---- Data for analysis

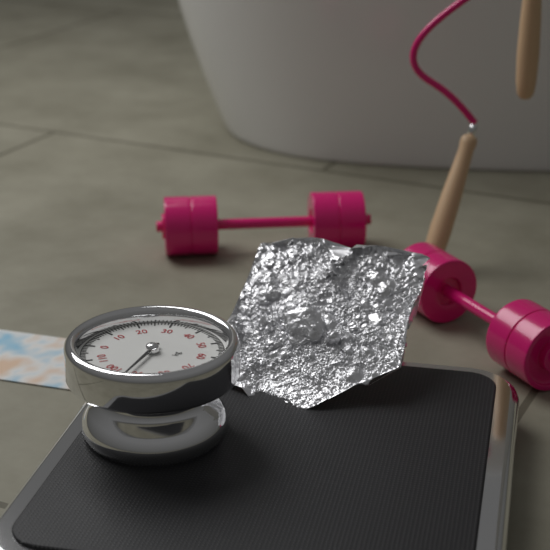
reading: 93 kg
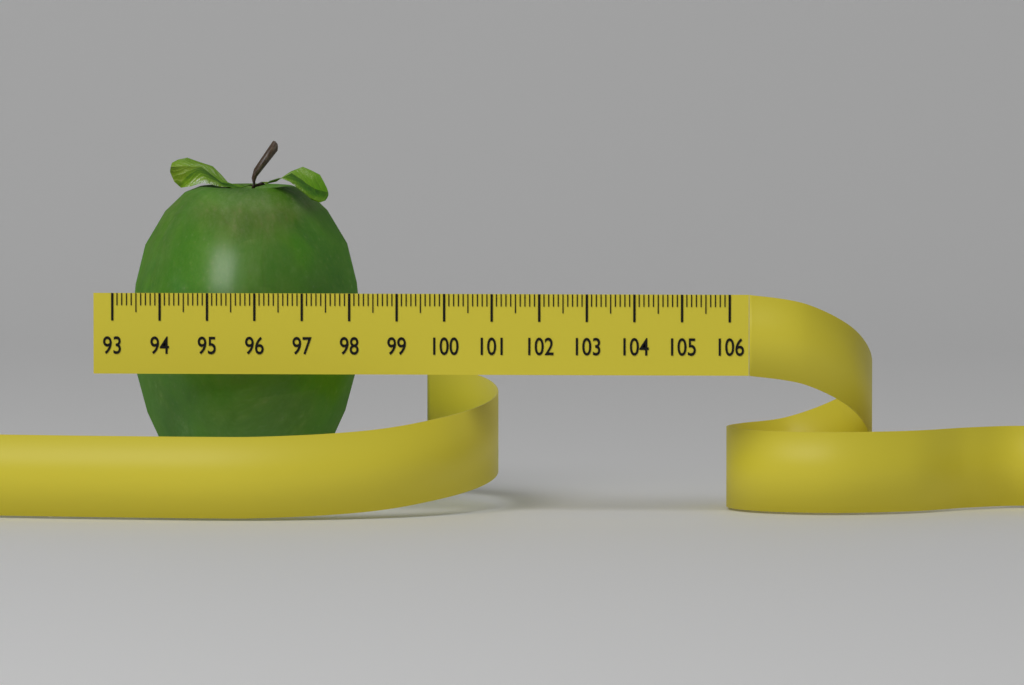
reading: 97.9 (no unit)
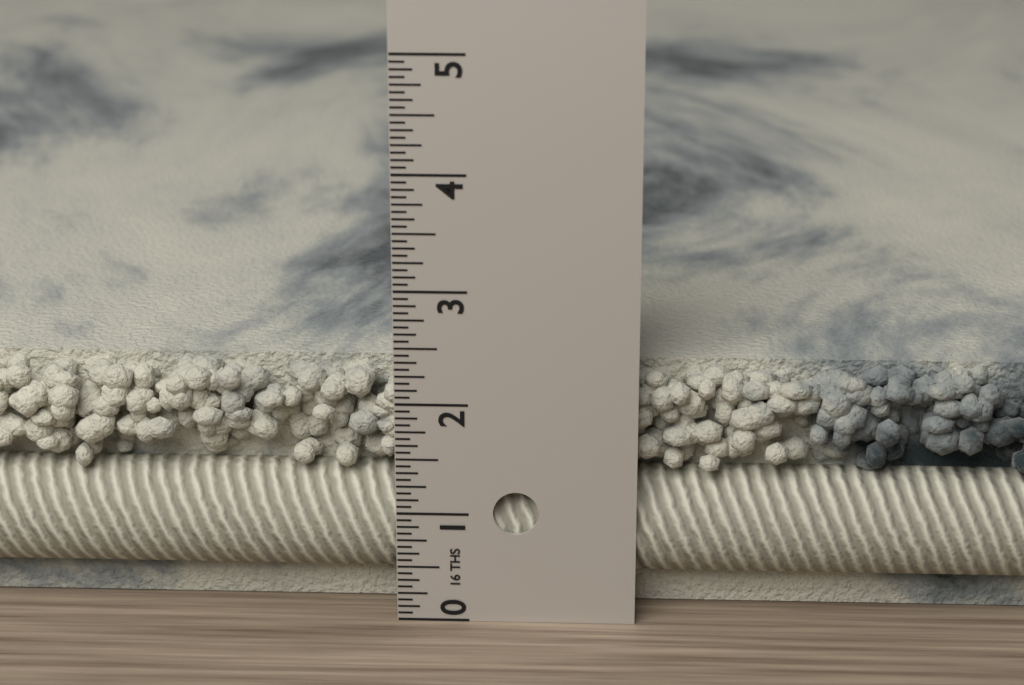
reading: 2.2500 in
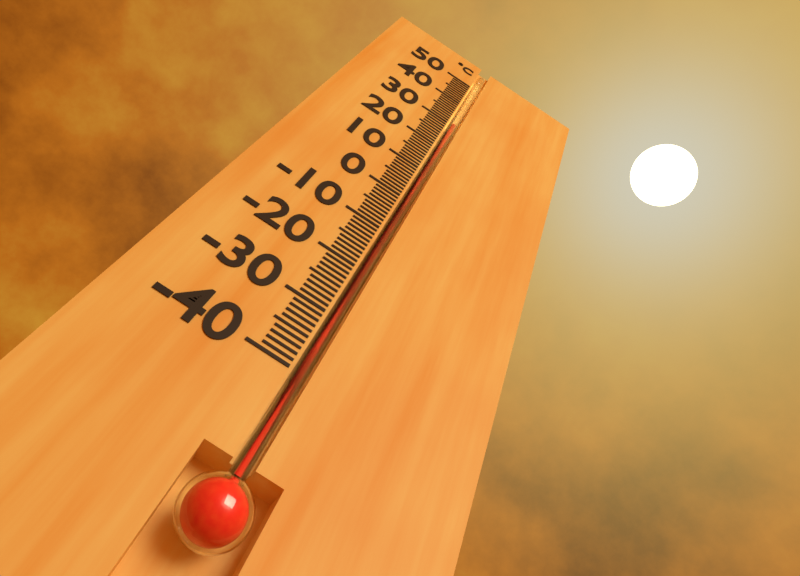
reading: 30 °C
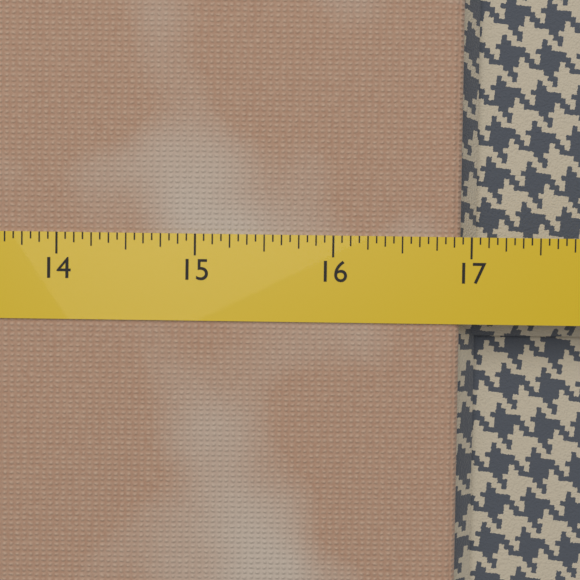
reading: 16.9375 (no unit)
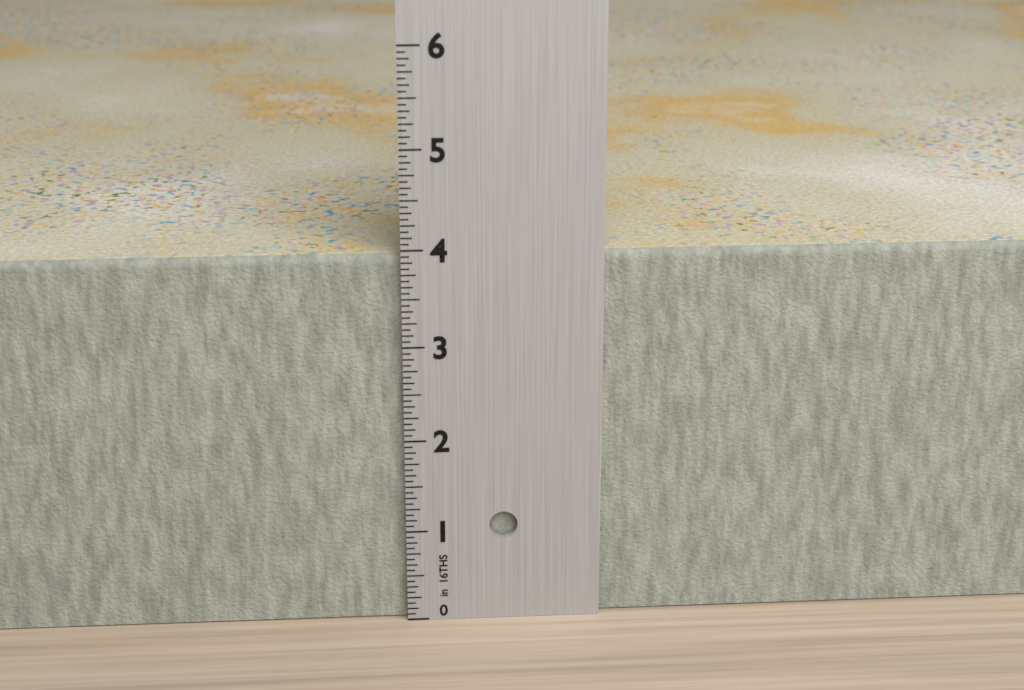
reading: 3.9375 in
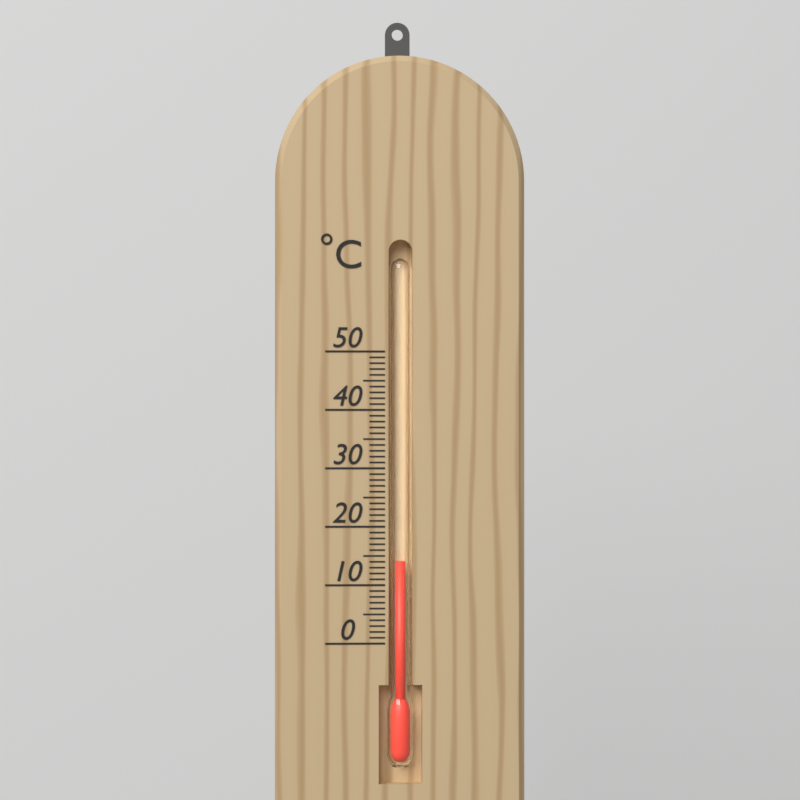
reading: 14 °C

--------

▸ Task to carry out
Reproduce every record exactly; images stay out.

▸ Task solution
reading: 93 kg
reading: 97.9 (no unit)
reading: 2.2500 in
reading: 30 °C
reading: 16.9375 (no unit)
reading: 3.9375 in
reading: 14 °C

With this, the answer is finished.